Sunday, January 18, 2015



Nazi ideology

I have been including in my postings here occasional comments on history because I believe that you need to know how we got to where we are today before you can understand what is going on in the world today.  Leftists, of course shrink from knowing anything about history because of the way it falsifies their claims.  In particular it shows that their "solutions" to the problems of today have already been tried and found wanting.  They are like a dog returning to its vomit (Proverbs 26:11).

My offering today is an excerpt from psychohistorian  Richard A. Koenigberg.  He shows where collectivism leads and in so doing displays how alien to conservatism Nazism was.  There was NOTHING "Right wing" about it. It was totally alien to the individual liberty concerns that have always been basic to conservative thought


Robert J. Lifton's book, The Nazi Doctors (1986) provides evidence that the fantasy that drove Hitler's thinking drove the thinking of other Nazis as well. Lifton spent several years interviewing 29 men who had been significantly involved at high levels with Nazi medicine. Lifton's reconstruction of the deep-structure of Nazi ideology presented in his book is based upon these interviews, combined with an analysis of written accounts, documents, speeches, diaries, and letters.

The central fantasy uncovered by Lifton was that of the German nation as an organism that could succumb to an illness. Lifton cites Dr. Johann S. who spoke about being "doctor to the Volkskorper (‘national body’ or ‘people's’ body)." National Socialism, Dr. Johann S. said, is a movement rather than a party, constantly growing and changing according to the "health" requirements of the people's body. "Just as a body may succumb to illness," the doctor declared, so "the Volkskorper could do the same."

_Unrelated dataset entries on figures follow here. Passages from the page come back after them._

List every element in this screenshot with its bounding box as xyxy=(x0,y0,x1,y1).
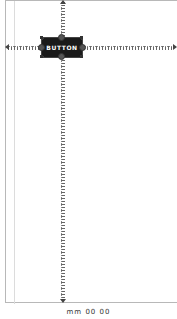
right-arrow-icon xyxy=(173,44,177,50)
resize-handle-top-left[interactable] xyxy=(40,36,43,39)
left-arrow-icon xyxy=(5,44,9,50)
anchor-handle-right[interactable] xyxy=(79,44,86,51)
footer-label: mm 00 00 xyxy=(0,308,177,316)
anchor-handle-bottom[interactable] xyxy=(58,53,65,60)
top-arrow-icon xyxy=(60,0,66,4)
resize-handle-bottom-right[interactable] xyxy=(80,55,83,58)
selected-button-widget[interactable]: BUTTON xyxy=(42,38,82,58)
bottom-constraint-spring[interactable] xyxy=(61,60,65,300)
left-constraint-spring[interactable] xyxy=(8,46,40,50)
anchor-handle-left[interactable] xyxy=(38,44,45,51)
resize-handle-top-right[interactable] xyxy=(80,36,83,39)
right-constraint-spring[interactable] xyxy=(84,46,174,50)
resize-handle-bottom-left[interactable] xyxy=(40,55,43,58)
anchor-handle-top[interactable] xyxy=(58,34,65,41)
bottom-arrow-icon xyxy=(60,299,66,303)
top-constraint-spring[interactable] xyxy=(61,2,65,36)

When Lifton asked another doctor, Fritz Klein, how he could reconcile the concentration camps with his Hippocratic Oath to save lives, he replied "Of course I am a doctor and I want to preserve life. And out of respect for human life, I would remove a gangrenous appendix from a diseased body. The Jew is the gangrenous appendix in the body of mankind." Lifton mentioned this phrase "gangrenous appendix" to another Nazi, Dr. B., who quickly answered that his overall feeling and that of the other Nazi doctors was that "Whether you want to call it an appendix or not, it must be extirpated (ausgerottet, meaning also "exterminated," "destroyed," "eradicated").

Goebbels put it this way: "Our task here is surgical; drastic incisions, or some day Europe will perish of the Jewish disease." Hans Frank, General Governor of Poland during the Nazi occupation, called Jews "a lower species of life, a kind of vermin, which upon contact infected the German people with deadly diseases." When the Jews in the area he ruled had been killed, he declared that, "Now a sick Europe will become healthy again."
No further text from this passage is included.